Royal Dutch Shell Plc’s (NYSE: RDS-A, RDS-B) sales event continued Aug. 14 as the company said it would sell hundreds of square miles of shale gas assets in the Pinedale and Haynesville for $2.1 billion in cash.

The move comes as Shell continues to dismantle some domestic holdings and mature dry gas assets while acquiring others. The company is focusing on other opportunities such as the Utica Shale, an analyst said.

In 2014, Shell has gone on a divestment tear that is unusual even for a company its size. The Hague-based company typically divests about $5 billion annually. As of July, Shell said it had divested $8 billion, including $6.5 billion in upstream positions. On Aug. 13, it sold 207,000 net Marcellus and Utica acres to Rex Energy Corp. (NASDAQ: REXX).

In the Pinedale, Ultra Petroleum Corp. (NYSE: UPL) signed a purchase and sale agreement with Shell to buy all of its field properties for $925 million. As part of the deal, Houston’s Ultra traded a portion of its Marcellus Shale properties to Shell.

In a separate deal rumored for days, Vine Oil & Gas LP and its partner Blackstone (NYSE: BX) will buy 100% of Shell’s Haynesville assets in Louisiana, including associated field facilities and infrastructure for $1.2 billion in cash.

“We continue to restructure and focus our North America shale oil and gas portfolio to deliver the most value in the longer term. With this announcement we are adding highly attractive exploration acreage, where we have impressive well results in the Utica, and divesting our more mature, Pinedale and Haynesville dry gas positions,” said Marvin Odum, Shell’s upstream Americas director.

Shell’s heavy divestments, continuing from the second quarter of 2014, follow the company taking a $2 billion impairment related to dry gas properties in the United States.

The impairments were the result of reduced development spending on Lower 48 dry gas properties, which in turn reduced production and cash flow expectations in the near term, said Simon Henry, Shell’s CFO, in a July media call. The company has said major divestments of noncore liquids-rich shale positions are now complete, with proceeds of about $800 million by July.

Pinedale

Ultra’s deal buys Shell's interest in the Pinedale Field, which is producing about 189 million cubic feet equivalent per day (MMcfe/d) of natural gas and condensate. As a result of the transaction, Ultra Petroleum will operate roughly 1,577 gross wells, or about 68% of the Pinedale Field. The company said its access to higher-priced western gas markets will greatly increase as a result.

In exchange, Shell will receive cash and 155,000 net acres in the Marcellus Shale, primarily located in Tioga and Potter counties. Shell will obtain about 100 MMcfe/d of natural gas production.

“We first entered the Pinedale Anticline in 2001, and I am proud of our operational excellence, community engagement and leadership in responsible energy development over that time,” Odum said.

Questions remains about Ultra’s increased focus on gas, the strategic opportunity afforded by greater control of the field and implications for 2015 capital budget, said David Tameron, senior analyst for Wells Fargo Securities.

The acquired acreage is a combination of gaining working interest on currently operated wells, adding operated status for non-operated wells and gaining new acreage with no previous exposure, said Bill Herbert, managing director and co-head of securities for Simmons & Co. International.

“We believe it is a good transaction for a company looking to consolidate and reduce troublesome northeast gas exposure,” he said.

The transaction includes Ultra’s entire 92,000 net acre interest in the Tioga Area of Mutual Interest (AMI), an unincorporated joint venture with Shell.

“This transaction is a strategic repositioning of our portfolio for improved returns, increased reserves, higher value markets, increased operatorship and increased control of capital allocation,” said Michael D. Watford, Ultra’s chairman, president and CEO.

Haynesville

Shell’s Haynesville assets cover 107,000 net acres in north Louisiana. The transaction includes 418 producing wells, 193 of them operated by Shell.

“We very much appreciate the support we have had in north Louisiana, and we will continue to operate in the state, as we have for decades, through our downstream, retail, midstream, and New Orleans-based deepwater operations,” Odum said.

Vine Oil & Gas LP is a recently formed E&P company headquartered in Dallas. It is backed by Blackstone Energy Partners, an affiliate of global investment firm Blackstone.

Eric Marsh, president and CEO of Vine, said the company is acquiring a significant, strategic and top-tier position in the core of the Haynesville Shale.

“Blackstone’s successful track record of investing in energy and the oil and gas sector specifically, and extensive industry relationships, in combination with the Vine team’s operational capabilities and experience, will allow us to continue to optimally develop these properties and be a partner of choice in the region over the long term,” said Marsh, a former senior executive with Encana Corp. (NYSE, TO: ECA).

The Vine deal has an effective date of July 1 and is expected to close in the fourth quarter of 2014. The Ultra agreement is effective April 1 and is expected to close this year.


▶ _Task brief_
Below are the entries. Transcribe exactly the lines from the one with "What do you see at coordinates (158, 99)" through the one with "This screenshot has height=229, width=458.", ends included, and leave out all others.

▶ _Dataset records_
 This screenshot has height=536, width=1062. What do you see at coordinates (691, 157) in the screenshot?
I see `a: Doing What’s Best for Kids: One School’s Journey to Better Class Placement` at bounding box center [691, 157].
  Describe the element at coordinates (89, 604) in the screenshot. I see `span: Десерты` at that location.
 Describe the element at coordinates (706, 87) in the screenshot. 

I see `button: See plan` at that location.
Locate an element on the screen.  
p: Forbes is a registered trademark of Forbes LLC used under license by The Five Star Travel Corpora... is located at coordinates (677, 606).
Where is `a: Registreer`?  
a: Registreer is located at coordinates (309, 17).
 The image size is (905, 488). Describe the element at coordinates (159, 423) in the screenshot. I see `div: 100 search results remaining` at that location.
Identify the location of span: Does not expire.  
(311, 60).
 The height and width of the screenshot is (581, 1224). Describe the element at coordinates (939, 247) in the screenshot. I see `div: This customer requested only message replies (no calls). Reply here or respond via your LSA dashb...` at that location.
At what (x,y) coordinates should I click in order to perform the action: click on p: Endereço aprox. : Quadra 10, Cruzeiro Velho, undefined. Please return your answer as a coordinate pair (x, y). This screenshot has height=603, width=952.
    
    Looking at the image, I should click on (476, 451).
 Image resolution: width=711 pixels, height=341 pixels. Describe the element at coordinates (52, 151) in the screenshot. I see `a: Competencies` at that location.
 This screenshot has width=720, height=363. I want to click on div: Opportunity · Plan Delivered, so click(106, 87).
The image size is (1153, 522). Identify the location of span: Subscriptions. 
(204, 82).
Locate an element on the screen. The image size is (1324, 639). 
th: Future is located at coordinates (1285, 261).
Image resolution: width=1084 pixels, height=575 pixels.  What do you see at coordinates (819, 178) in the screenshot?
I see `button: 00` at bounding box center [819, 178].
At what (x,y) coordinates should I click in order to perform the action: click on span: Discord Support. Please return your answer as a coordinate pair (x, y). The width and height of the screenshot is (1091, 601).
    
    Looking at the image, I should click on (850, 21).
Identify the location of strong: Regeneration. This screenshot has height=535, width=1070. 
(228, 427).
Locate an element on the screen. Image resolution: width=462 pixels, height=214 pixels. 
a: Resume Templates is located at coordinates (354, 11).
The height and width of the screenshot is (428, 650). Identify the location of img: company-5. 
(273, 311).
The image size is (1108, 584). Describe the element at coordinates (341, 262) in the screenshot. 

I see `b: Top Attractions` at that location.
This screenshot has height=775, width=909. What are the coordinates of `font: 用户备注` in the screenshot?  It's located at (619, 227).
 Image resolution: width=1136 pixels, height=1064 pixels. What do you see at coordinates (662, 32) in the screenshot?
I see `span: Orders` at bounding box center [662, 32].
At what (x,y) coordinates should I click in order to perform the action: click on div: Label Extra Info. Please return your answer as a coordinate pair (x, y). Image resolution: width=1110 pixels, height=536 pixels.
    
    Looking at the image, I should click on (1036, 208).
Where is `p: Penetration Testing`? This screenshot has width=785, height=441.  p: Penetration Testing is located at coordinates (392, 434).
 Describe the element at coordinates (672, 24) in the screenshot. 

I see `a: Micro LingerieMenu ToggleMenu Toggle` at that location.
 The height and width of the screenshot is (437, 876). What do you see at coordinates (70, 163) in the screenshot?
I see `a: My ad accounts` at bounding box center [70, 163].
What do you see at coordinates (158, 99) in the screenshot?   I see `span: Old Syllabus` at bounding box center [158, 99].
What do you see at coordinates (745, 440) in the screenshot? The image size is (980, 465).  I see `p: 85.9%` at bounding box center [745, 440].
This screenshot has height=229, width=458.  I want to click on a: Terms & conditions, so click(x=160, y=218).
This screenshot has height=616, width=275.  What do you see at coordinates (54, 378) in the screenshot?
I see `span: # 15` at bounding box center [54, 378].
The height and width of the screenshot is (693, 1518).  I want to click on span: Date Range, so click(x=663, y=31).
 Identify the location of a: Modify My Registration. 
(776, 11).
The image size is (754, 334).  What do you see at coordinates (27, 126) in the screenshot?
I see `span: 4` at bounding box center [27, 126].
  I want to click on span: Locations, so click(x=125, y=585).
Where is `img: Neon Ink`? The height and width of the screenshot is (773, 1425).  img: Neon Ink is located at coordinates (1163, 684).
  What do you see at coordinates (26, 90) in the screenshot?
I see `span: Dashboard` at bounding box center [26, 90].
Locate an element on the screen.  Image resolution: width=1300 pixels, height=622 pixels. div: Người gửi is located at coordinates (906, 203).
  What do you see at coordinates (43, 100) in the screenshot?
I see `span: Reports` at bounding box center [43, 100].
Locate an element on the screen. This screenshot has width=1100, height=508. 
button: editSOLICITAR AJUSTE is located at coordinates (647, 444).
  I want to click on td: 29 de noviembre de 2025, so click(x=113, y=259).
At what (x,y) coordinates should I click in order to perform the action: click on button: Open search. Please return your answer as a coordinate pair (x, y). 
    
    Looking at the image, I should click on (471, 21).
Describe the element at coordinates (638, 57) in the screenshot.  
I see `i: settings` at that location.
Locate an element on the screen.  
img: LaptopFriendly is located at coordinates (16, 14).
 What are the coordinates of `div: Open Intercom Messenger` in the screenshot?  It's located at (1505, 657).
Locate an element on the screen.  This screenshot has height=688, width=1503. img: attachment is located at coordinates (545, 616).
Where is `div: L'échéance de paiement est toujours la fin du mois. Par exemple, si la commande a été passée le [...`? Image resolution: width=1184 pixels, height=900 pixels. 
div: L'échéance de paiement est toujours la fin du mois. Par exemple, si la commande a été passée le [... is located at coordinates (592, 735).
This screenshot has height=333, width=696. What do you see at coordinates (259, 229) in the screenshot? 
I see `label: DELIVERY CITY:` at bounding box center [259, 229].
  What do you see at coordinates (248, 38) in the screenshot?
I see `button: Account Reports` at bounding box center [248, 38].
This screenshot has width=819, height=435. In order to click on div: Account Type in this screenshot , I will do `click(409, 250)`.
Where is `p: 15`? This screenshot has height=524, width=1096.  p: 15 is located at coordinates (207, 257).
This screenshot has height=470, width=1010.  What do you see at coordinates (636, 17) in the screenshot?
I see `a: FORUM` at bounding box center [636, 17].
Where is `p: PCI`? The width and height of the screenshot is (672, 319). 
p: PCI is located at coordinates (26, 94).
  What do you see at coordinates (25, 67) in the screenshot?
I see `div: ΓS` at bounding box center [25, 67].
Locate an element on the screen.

▶ _Result of the exercise_
What do you see at coordinates (158, 99) in the screenshot?   I see `span: Old Syllabus` at bounding box center [158, 99].
What do you see at coordinates (745, 440) in the screenshot? The image size is (980, 465).  I see `p: 85.9%` at bounding box center [745, 440].
This screenshot has height=229, width=458.  I want to click on a: Terms & conditions, so click(x=160, y=218).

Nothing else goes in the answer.